Thebacon (INN;[2] pronounced /ˈθiːbəkɒn/), or dihydrocodeinone enol acetate, is a semisyntheticopioid that is similar to hydrocodone and is most commonly synthesised from thebaine. Thebacon was invented in Germany in 1924, four years after the first synthesis of hydrocodone.[3] Thebacon is a derivative of acetyldihydrocodeine, where only the 6–7 double bond is saturated. Thebacon is marketed as its hydrochloride salt under the trade name Acedicon, and as its bitartrate under Diacodin and other trade names. The hydrochloride salt has a free base conversion ratio of 0.846. Other salts used in research and other settings include thebacon's phosphate, hydrobromide, citrate, hydroiodide, and sulfate.

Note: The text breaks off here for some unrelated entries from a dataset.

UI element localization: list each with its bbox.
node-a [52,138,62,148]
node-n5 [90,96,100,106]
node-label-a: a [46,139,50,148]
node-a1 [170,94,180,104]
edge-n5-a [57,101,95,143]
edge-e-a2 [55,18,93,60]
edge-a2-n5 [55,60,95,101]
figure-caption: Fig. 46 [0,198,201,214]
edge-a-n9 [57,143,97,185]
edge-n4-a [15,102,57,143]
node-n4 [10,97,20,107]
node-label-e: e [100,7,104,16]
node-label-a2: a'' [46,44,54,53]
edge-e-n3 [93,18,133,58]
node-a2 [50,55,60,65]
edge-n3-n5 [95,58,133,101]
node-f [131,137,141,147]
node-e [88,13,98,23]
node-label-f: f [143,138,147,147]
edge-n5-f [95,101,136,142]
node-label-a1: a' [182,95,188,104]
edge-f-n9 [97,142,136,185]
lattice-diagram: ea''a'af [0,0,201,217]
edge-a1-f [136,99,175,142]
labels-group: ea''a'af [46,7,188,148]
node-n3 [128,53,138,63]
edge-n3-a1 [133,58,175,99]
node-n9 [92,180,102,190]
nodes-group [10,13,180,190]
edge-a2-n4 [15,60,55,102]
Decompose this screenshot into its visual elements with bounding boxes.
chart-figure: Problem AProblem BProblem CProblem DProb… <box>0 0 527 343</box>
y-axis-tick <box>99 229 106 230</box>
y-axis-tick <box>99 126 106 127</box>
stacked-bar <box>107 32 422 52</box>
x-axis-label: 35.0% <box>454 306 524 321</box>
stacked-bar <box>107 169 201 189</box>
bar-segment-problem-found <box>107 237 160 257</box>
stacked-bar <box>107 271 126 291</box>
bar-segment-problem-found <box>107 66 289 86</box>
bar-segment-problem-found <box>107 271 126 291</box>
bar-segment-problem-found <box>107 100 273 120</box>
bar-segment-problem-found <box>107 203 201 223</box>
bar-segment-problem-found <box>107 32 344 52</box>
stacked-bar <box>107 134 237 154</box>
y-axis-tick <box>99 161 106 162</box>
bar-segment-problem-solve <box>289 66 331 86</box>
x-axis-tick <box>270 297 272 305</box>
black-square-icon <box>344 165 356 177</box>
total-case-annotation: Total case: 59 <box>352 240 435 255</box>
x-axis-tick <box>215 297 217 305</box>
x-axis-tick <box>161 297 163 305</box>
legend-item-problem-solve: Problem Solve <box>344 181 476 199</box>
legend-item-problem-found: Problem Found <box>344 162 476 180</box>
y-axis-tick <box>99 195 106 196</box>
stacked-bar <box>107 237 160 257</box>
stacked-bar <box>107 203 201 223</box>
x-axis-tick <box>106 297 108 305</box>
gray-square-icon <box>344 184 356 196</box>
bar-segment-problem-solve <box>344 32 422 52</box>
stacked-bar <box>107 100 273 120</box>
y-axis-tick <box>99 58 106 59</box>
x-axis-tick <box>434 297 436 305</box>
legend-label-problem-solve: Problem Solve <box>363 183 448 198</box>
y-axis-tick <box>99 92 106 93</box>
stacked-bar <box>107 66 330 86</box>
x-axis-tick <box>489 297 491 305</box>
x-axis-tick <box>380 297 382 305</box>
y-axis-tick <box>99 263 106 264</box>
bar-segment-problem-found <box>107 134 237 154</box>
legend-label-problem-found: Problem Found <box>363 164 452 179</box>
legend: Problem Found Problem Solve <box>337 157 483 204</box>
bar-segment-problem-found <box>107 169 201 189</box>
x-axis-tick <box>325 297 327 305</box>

Thebacon is most commonly taken orally as an elixir, tablet, or capsule, although rectal and subcutaneous administration has the same advantages [according to whom?] with hydrocodone as would taking a tablet, powder, or a liquid concentrate buccally or sublingually. Like all of its chemical relatives in this class (codeine-based semi-synthetic narcotic antitussives), thebacon exerts its analgesic effect and a large part of its antitussive and antiperistaltic action as a prodrug for stronger and/or longer-lasting opioids, primarily hydromorphone, which is formed in the liver by the cytochrome P450 2D6 (CYP2D6) enzyme pathway as well as acetylmorphone. As a result, the effectiveness of a given dose of thebacon will vary amongst patients, and some food and drugs can affect various parts of the liberation, absorption, distribution, metabolism and elimination profile, and therefore a variable proportion of the potency of thebacon. Thebacon can be said to be the 6-monoacetylmorphine analog of hydrocodone, and/or the 6-acetylmorphone analog of codeine. It is also a close structural relative of 3,14-diacetyloxymorphone.
Thebacon's analgesic and antitussive potency is slightly higher than that of its parent compound hydrocodone, which gives it approximately eight times the milligram strength of codeine. The acetylation at position 3 and the conversion into a dihydromorphinone class semisynthetic (at position 14 on the morphine carbon skeleton) allows for the drug to more rapidly enter the central nervous system in greater quantity where it is de-acetylated into hydromorphone, and also converted by other processes into hydromorphinol, morphine and various other active and inactive substances; it therefore simultaneously takes advantage of two methods of increasing the effectiveness of morphine and its derivatives, those being catalytic hydrogenation (codeine into hydrocodone) and esterification (morphine into diamorphine, nicomorphine &c) in a manner not unlike to that of dihydrodiacetylmorphine.
Thebacon is a Schedule I controlled substance in the United States, never having been in medical use there.[5] The US DEA Administrative Controlled Substance Control Number assigned by the Controlled Substances Act (1970) for thebacon and all of its salts is 9315.[6]